TV Club

Breaking Bad recap, “Buyout”: Walt is turning into Napoleon.

See? Walt is turning into Napoleon.

Breaking Bad Season 5.
Skyler White, played by Anna Gunn.

Photo by Ursula Coyote/AMC.

Matt, I thought you were going to go for the dinner table scene. Walt’s family drama and the meth procedural, together at last! It included my own favorite touch—Walt’s gloating “See?” It comes after he says that Skyler will be pleased as punch to dine with Jesse, and she agrees, clutching her Albertson’s shopping bag. In that See?  is everything black that Walt has become. He wants Skyler to see that she has to do his bidding. He wants Jesse to see that Skyler loathes as well as fears him, so he can guilt-trip Jesse into staying in the business. “My wife is waiting for me to die. This business is all I have left. And you want to take it away from me.”

You’re right, Matt, that we don’t get much to explain the thinking behind, “I’m in the empire business.” Maybe that’s another layer in the significance of See?—as in, See me rule my world. And maybe Walt is just turning into Napoleon, irrational and power-hungry and conniving. Offered $5 million for his share of the methylamine and a chance to walk away with his family safe, he splutters to Jesse, “pennies on the dollar,” imagining the $350 million in profits they could cook. As Jesse points out, that is crazy talk when $5 million is at hand. Walt is in this for glory, for self-aggrandizement, for revenging his younger self. We didn’t get the full back story on Gray Matter, but we know that he sold out for a $5,000 pittance and that he looks up the company’s stock market value every week: $2.16 billion, “billion with a B.” Walt ends his trip down Gray Matter lane with the lament, “I sold my kids’ birthright for a few months rent.” A natural enough way to see it, I guess—and yet Holly and WalterJr. seem increasingly irrelevant to him. Has he gone to see them? I don’t believe they are who he is building his empire for.

And Walt’s blatant manipulation shouldn’t work on Jesse. A few seasons ago, when he was brasher and angrier, Jesse would have told Mr. White he was full of shit. But this season’s Jesse is remorseful and tortured. His bloodshot eyes staring at the TV screen during the segment about the missing boy were full of anguish—and then we see him note the contrast when Walt goes back to work whistling. When he answered his phone, I thought maybe Jesse was making a plan to see Andrea. But no, he’s leaving Walt to go see Mike: They’re forming a sane alliance to sell the methalymine against Walt’s crazy insistence on keeping it.

Jesse wants to break up with Walt peacefully. No hard feelings. They have history, after all. So he sits at the dinner table and talks up Skyler’s green beans before riffing, hilariously, about the everlasting disappointment of heating up frozen lasagna. Skyler is deadpan. The green beans come from the deli counter at Albertson’s. Oh, and did Walt mention her affair?

You could argue, I suppose, that it’s all a little broad: Jesse pining for homey food, Walt brooding as frustrated mafioso, Skyler tipping the wine bottle into her glass and then sailing off in the bitter wake of “May I please be excused?” But it worked for me as comedy because of Jesse’s eagerness to please. He’s the drug dealer with schoolboy manners as well as a conscience.

As for Saul’s legal shenanigans: No, it does not make sense to me that a state court judge with a sweet spot for the elderly would issue a temporary restraining order against the DEA because its agents are following Mike to the park. That is silly. And as for Skyler being a drag on the show: I actually thought her scene with Marie nicely conveyed her panic and her paralyzing uncertainty about the bind she has put herself in.

June, do you think Skyler come close to confessing the truth to Marie? And does Todd have the juice to pose a threat? (Is that why he kept the tarantula in its fingerprint covered jar?) And could Walt really have burned through that handcuff with the coffee pot wire? I assume the answer is yes, since the show does seem to care about getting science right, at least.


Leave out the pictures and transcribe every entry below exactly.

---- Data provided

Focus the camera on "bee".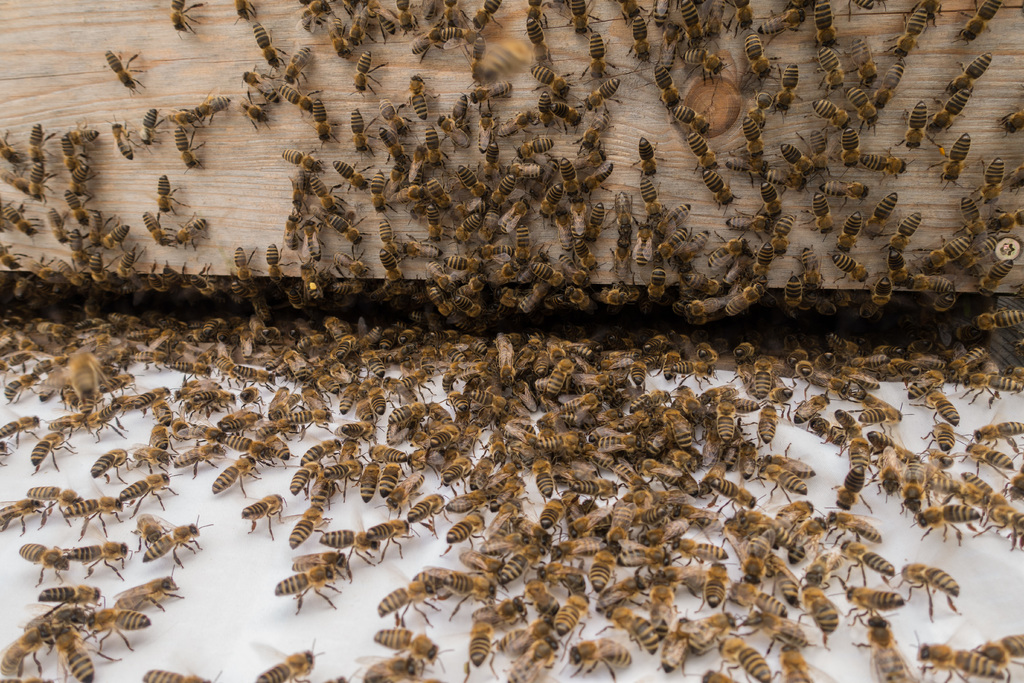
Focus region: BBox(747, 88, 776, 130).
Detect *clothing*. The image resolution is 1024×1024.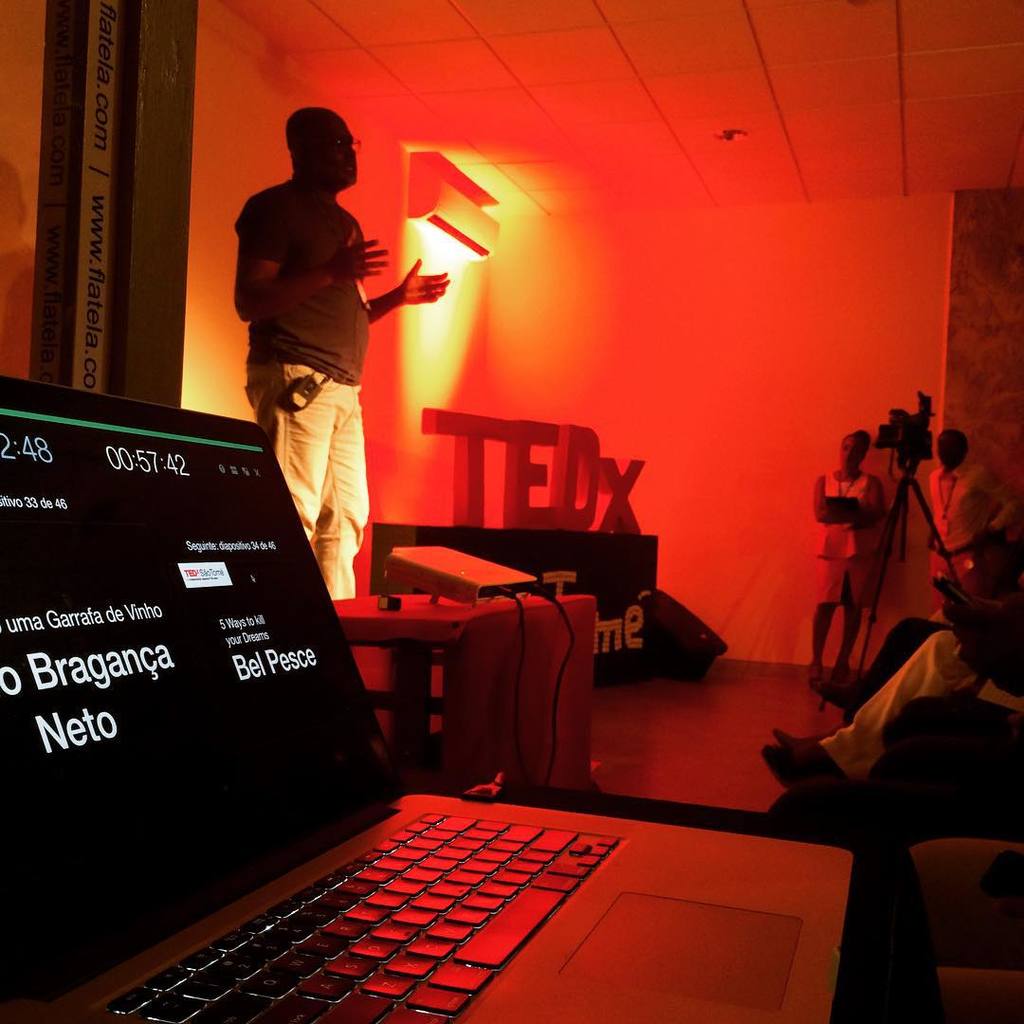
(x1=816, y1=467, x2=886, y2=609).
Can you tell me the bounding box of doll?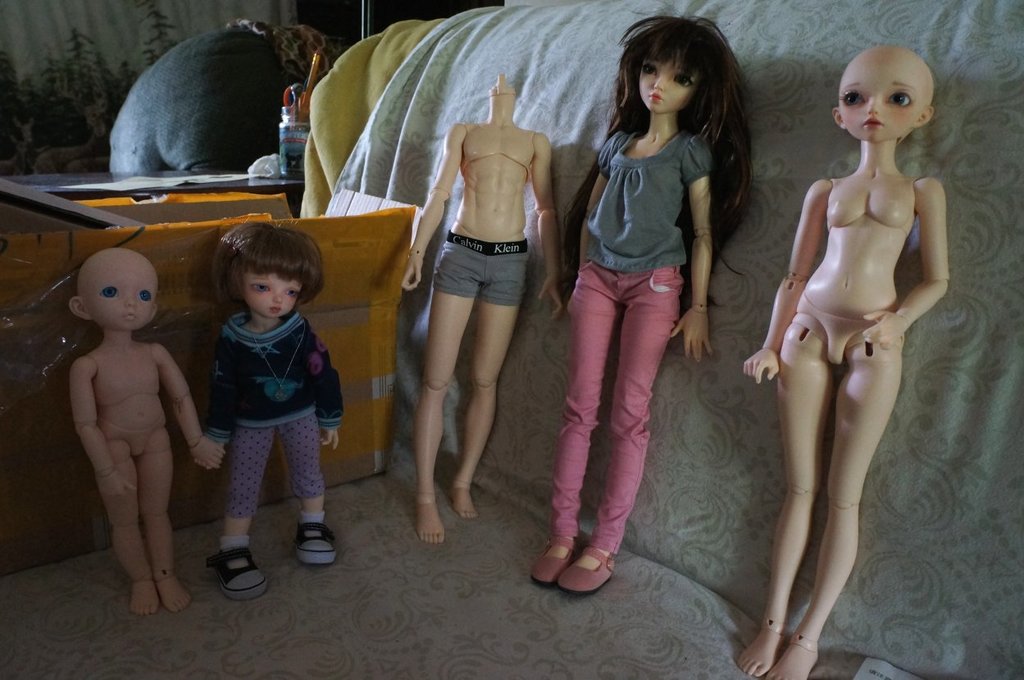
<bbox>390, 77, 562, 536</bbox>.
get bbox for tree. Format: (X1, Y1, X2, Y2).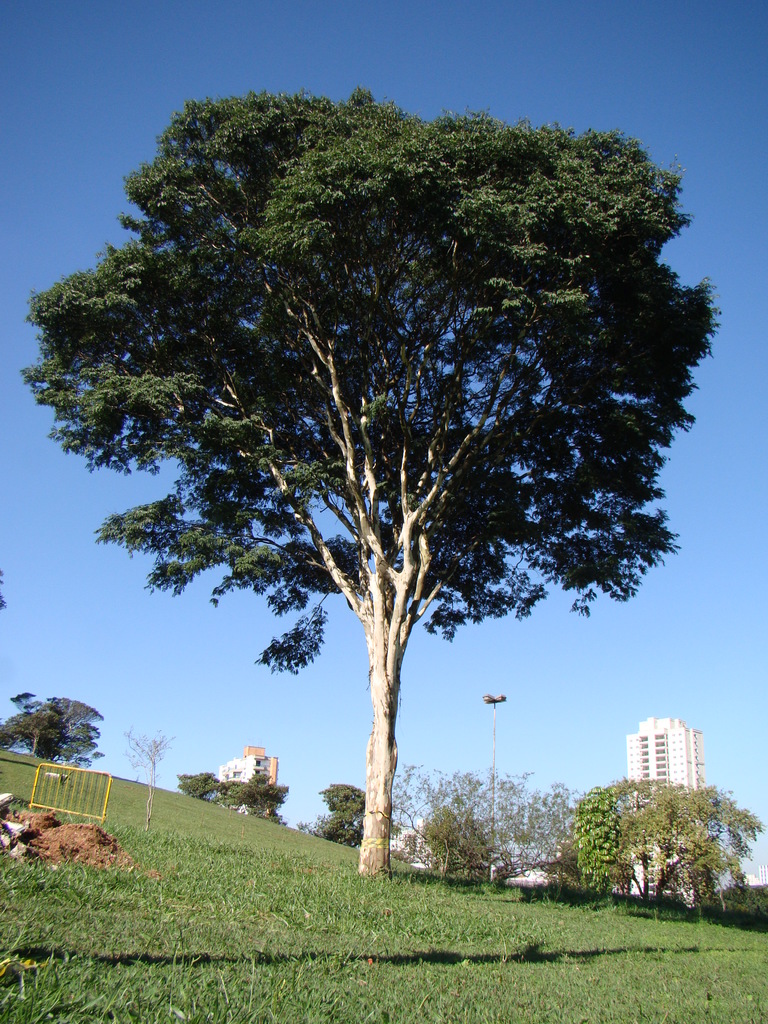
(180, 767, 228, 803).
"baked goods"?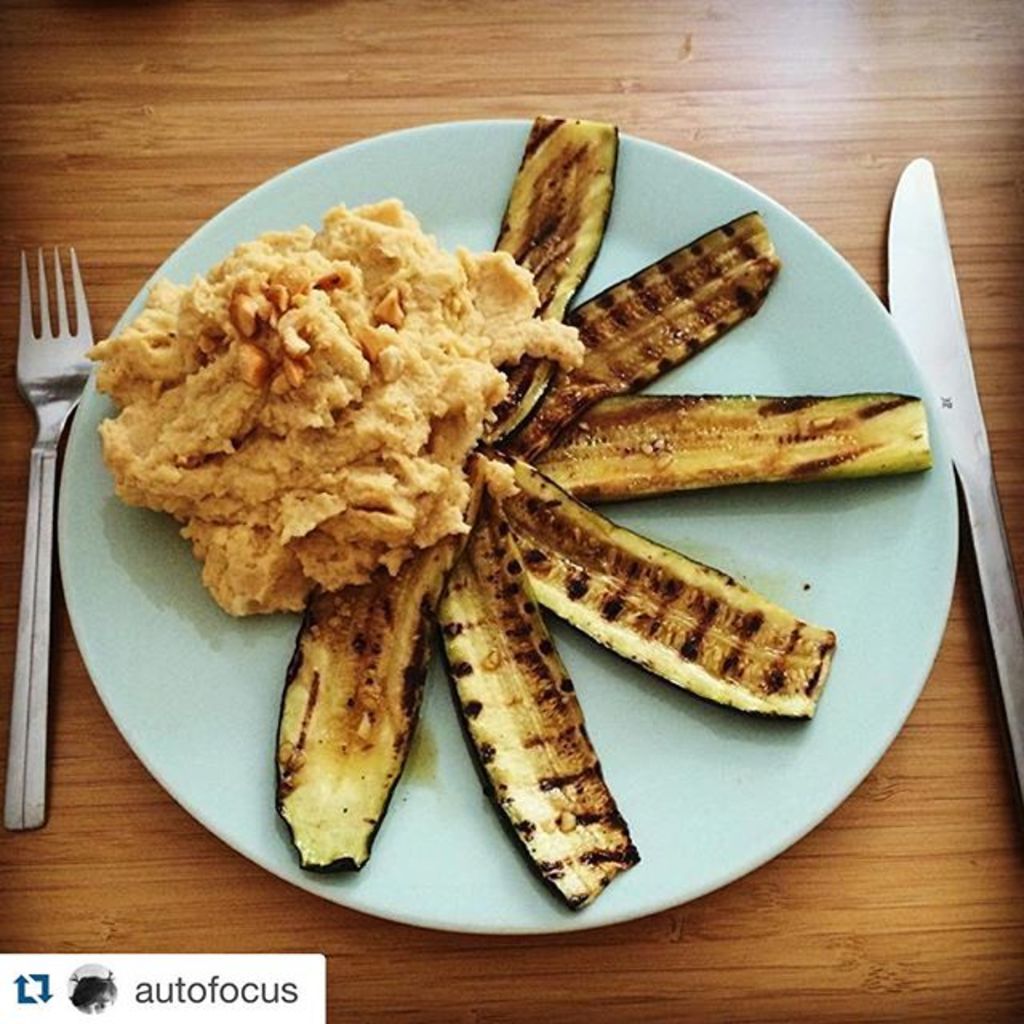
Rect(77, 195, 586, 622)
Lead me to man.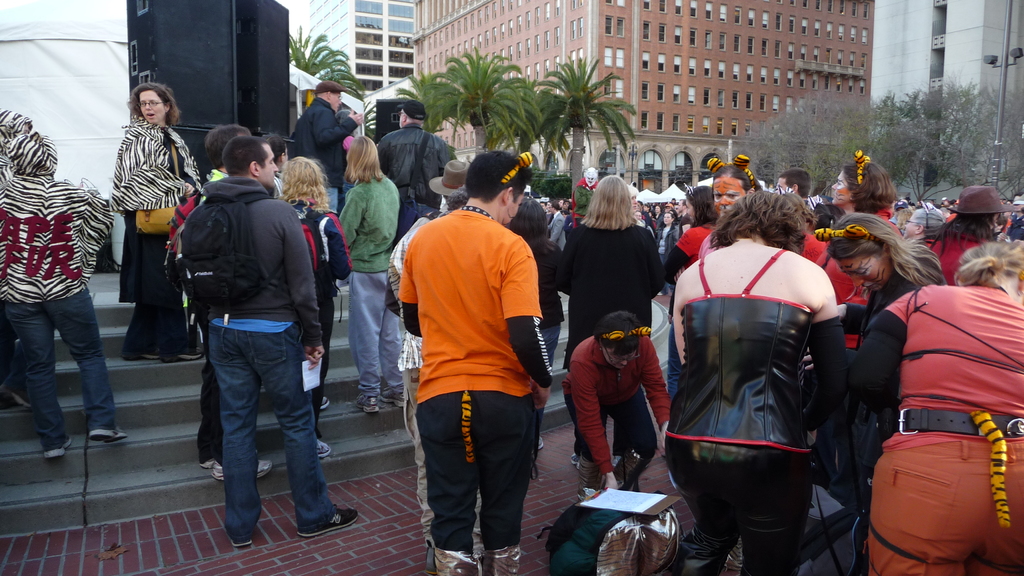
Lead to (left=433, top=159, right=472, bottom=210).
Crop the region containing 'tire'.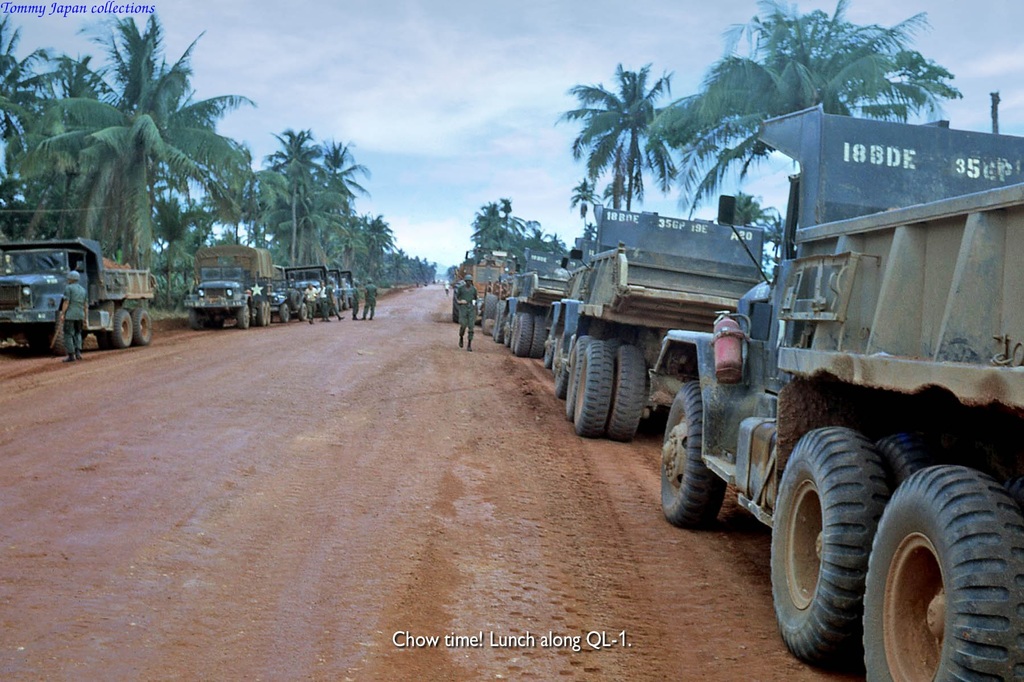
Crop region: <region>875, 434, 945, 478</region>.
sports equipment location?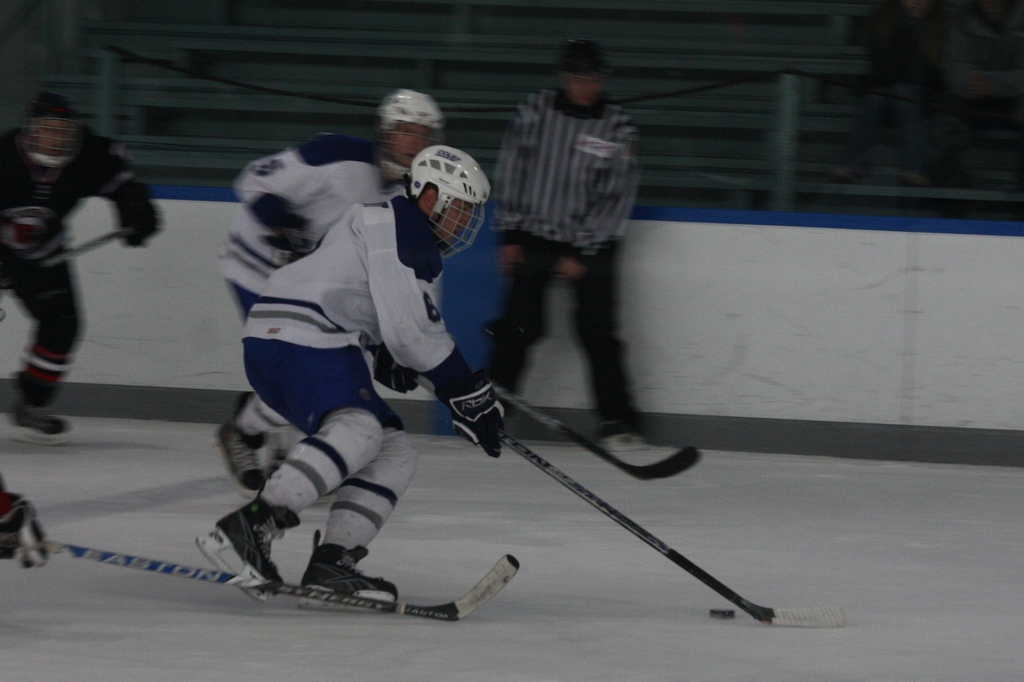
[307,543,405,618]
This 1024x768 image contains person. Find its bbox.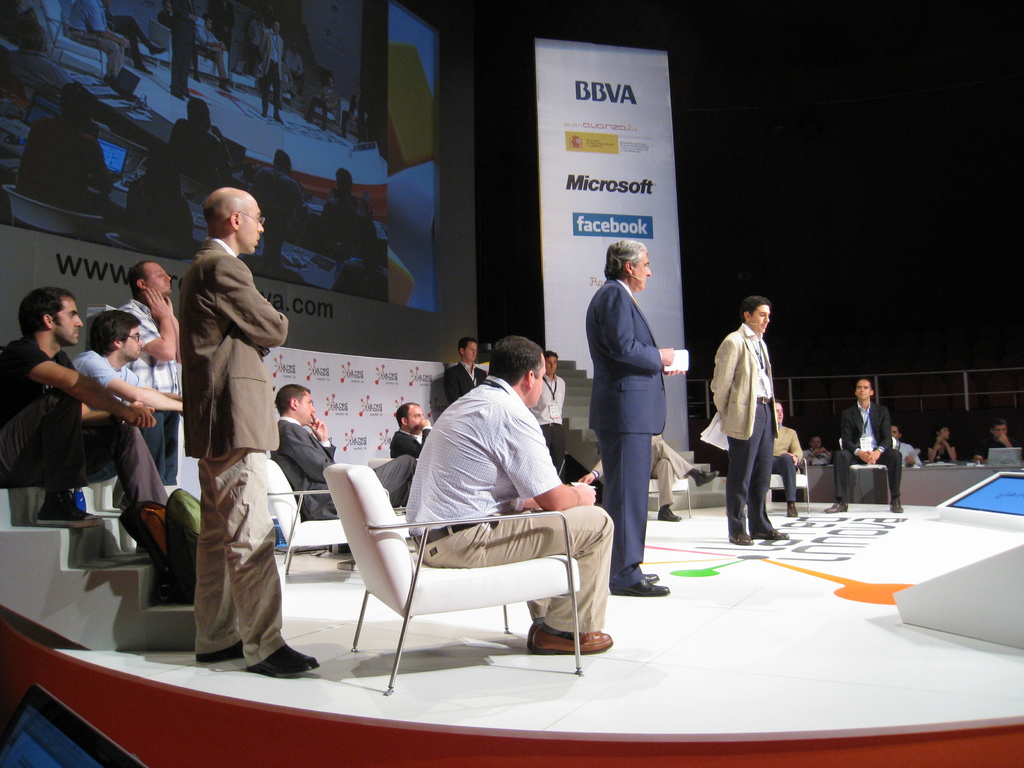
[711,286,797,548].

--------

# Reply to the exercise
Focus the camera on "bee".
Focus region: BBox(747, 88, 776, 130).
Detect *clothing*. The image resolution is 1024×1024.
(x1=816, y1=467, x2=886, y2=609).
Can you tell me the bounding box of doll?
<bbox>390, 77, 562, 536</bbox>.
get bbox for tree. Format: (X1, Y1, X2, Y2).
(180, 767, 228, 803).
"baked goods"?
Rect(77, 195, 586, 622)
Lead me to man.
Lead to (left=433, top=159, right=472, bottom=210).
Crop the region containing 'tire'.
Crop region: <region>875, 434, 945, 478</region>.
sports equipment location?
[307,543,405,618]
This 1024x768 image contains person. Find its bbox.
[711,286,797,548].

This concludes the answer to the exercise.